Either way, we have to stop the moons from falling before there’s nothing left to save.

“Stay here!”

I edge past Veya, open myself to Clode, and begin to sing a sturdy tune. The most flawless fucking song that’s ever graced my lips.

She abides, forging into a shield to soften the destructive force radiating from Kyzari, her responses spoken through gritted teeth. Like an adamant but slightly pissed-off charge into the worst of it.

I step out behind her, away from the shelter of Líri’s crouched form, squinting into the icy blast.

The tumult is a hundred fisted blows beating me over and over and over again, threatening to rip out my hair, almost tossing me to the ground despite Clode’s help. But by some miracle, I manage to push forward a single victorious step.

Shifting a mountain would feel like less of a conquest.

I pause, breathing hard, mapping out my next step as I regather my gusto. Punch my other foot forward—fast so I don’t risk toppling over. All the while, I gust Clode with tales of her beauty and prowess. Marvel at her fierce strength and poise. Beg her to hold; to get me there.

Another wobbling shift forward. Another.

Every step is a burning strain, the skin on my cheeks pulled back, hair threatening to strip from my scalp the closer I get to Kyzari.

But I don’t stop. Don’t falter, even when another boisterous assault whips all the breath from my lungs.

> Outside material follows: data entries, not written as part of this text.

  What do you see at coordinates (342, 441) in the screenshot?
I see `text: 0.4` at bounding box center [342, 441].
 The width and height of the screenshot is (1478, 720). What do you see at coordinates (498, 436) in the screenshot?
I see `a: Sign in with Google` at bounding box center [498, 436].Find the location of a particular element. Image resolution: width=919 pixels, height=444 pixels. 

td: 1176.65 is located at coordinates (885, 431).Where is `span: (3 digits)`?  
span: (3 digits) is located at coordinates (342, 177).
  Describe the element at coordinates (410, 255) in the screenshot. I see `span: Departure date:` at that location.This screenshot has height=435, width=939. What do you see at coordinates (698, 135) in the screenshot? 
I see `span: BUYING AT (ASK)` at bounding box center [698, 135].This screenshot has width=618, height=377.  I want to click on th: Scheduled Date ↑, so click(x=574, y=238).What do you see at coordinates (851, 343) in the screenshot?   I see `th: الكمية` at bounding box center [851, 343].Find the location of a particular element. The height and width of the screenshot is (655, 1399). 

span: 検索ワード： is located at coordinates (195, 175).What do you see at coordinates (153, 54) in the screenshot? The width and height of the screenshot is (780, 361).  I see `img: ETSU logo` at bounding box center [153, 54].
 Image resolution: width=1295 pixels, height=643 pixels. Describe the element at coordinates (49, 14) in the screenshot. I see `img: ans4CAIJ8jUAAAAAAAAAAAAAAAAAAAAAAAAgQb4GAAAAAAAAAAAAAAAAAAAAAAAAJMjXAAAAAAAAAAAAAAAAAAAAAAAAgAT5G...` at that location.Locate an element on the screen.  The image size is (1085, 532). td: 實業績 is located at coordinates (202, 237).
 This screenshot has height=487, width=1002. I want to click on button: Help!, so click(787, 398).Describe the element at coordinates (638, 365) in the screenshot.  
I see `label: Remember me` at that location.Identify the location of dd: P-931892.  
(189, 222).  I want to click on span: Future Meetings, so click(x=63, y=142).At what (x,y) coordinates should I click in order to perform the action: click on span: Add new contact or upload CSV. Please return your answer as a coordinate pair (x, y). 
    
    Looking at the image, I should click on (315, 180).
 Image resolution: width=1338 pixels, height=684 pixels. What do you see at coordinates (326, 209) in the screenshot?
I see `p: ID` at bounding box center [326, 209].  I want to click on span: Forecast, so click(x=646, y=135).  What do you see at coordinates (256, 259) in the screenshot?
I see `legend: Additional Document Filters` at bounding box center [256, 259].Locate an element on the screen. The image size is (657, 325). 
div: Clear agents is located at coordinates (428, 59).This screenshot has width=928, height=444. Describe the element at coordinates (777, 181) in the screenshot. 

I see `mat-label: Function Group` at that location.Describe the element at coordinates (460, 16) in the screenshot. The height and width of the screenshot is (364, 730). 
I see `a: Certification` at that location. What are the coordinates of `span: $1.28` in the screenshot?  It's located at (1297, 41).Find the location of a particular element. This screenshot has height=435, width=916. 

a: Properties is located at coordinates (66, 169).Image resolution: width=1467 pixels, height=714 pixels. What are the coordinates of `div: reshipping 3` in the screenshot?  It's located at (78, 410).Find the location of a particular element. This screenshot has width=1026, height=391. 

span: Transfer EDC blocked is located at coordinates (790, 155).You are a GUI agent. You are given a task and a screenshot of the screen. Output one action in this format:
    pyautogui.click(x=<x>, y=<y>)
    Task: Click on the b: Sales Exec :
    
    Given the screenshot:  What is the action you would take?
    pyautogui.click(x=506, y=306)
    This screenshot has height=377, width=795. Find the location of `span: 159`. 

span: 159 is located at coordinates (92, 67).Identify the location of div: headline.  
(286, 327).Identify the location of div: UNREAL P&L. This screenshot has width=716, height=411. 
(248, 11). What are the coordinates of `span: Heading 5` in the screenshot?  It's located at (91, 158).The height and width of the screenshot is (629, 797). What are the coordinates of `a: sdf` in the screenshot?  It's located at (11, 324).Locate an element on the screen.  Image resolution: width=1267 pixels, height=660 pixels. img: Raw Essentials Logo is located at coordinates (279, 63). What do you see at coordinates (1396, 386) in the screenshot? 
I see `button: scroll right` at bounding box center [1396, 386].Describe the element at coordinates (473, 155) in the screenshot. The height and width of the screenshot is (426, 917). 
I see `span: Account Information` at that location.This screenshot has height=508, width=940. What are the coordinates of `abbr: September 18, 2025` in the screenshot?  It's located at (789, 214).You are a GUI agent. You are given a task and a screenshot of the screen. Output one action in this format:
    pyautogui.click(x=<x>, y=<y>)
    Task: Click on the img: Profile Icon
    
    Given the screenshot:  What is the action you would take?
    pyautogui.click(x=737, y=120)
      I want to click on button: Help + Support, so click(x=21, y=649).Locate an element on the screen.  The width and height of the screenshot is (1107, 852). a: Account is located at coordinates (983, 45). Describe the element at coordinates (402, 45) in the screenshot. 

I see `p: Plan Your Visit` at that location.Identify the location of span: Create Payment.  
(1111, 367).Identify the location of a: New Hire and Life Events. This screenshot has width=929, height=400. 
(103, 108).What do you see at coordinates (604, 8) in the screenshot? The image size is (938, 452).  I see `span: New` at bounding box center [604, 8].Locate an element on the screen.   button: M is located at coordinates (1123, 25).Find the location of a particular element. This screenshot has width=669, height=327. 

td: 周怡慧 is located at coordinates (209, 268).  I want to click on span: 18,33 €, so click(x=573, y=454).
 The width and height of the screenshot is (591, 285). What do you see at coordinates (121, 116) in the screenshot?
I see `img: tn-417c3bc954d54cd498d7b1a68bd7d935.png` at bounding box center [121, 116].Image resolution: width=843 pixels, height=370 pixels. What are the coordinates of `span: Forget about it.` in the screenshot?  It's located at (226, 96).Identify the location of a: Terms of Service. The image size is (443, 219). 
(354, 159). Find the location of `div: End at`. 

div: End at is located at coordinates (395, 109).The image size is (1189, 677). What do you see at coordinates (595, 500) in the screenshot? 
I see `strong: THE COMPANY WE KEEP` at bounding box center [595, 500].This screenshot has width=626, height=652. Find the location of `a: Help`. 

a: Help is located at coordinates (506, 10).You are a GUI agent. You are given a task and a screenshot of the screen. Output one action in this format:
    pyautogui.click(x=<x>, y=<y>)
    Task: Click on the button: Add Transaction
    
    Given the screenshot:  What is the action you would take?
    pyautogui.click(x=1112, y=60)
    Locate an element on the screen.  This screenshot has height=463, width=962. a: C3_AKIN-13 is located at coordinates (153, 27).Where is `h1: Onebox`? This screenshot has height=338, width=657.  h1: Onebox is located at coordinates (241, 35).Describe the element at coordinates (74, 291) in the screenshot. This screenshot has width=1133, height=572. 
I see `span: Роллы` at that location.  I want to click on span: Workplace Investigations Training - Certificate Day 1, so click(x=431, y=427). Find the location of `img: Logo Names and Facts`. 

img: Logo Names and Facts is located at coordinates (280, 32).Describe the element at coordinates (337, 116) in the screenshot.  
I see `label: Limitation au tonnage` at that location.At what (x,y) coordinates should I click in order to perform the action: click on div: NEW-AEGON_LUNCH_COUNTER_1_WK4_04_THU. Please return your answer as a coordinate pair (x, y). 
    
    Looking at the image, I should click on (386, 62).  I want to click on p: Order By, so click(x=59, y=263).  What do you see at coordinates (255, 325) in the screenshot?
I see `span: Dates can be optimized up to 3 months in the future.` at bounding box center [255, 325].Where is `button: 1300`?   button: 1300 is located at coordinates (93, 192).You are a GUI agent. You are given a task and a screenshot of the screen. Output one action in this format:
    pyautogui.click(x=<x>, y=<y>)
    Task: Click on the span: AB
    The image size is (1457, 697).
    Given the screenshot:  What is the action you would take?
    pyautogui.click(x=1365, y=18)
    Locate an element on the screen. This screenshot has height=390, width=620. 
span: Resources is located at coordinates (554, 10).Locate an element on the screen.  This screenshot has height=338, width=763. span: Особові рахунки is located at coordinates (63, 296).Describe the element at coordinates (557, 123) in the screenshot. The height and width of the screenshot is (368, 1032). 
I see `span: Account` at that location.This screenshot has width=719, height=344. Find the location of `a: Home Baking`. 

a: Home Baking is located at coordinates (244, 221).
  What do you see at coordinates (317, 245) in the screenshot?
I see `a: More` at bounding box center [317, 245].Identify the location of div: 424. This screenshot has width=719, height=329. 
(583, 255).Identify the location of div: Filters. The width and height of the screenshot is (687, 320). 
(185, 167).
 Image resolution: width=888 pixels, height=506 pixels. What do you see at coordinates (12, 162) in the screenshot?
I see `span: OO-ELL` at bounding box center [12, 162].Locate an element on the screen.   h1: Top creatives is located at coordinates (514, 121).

The winged being shifts. Turns his head to look back over his broad shoulder, past the wake of his fluttery cloak and the pitched arch of his silver wings, eyes striking me. Bold.

Challenging.

His mouth moves, inaudible to me. Though I think maybe she can hear him … remembering the way she was looking up at the being. With eyes full of love, hope, and relief—

He’s soothing my daughter. He’s singing a song that’s bringing her comfort.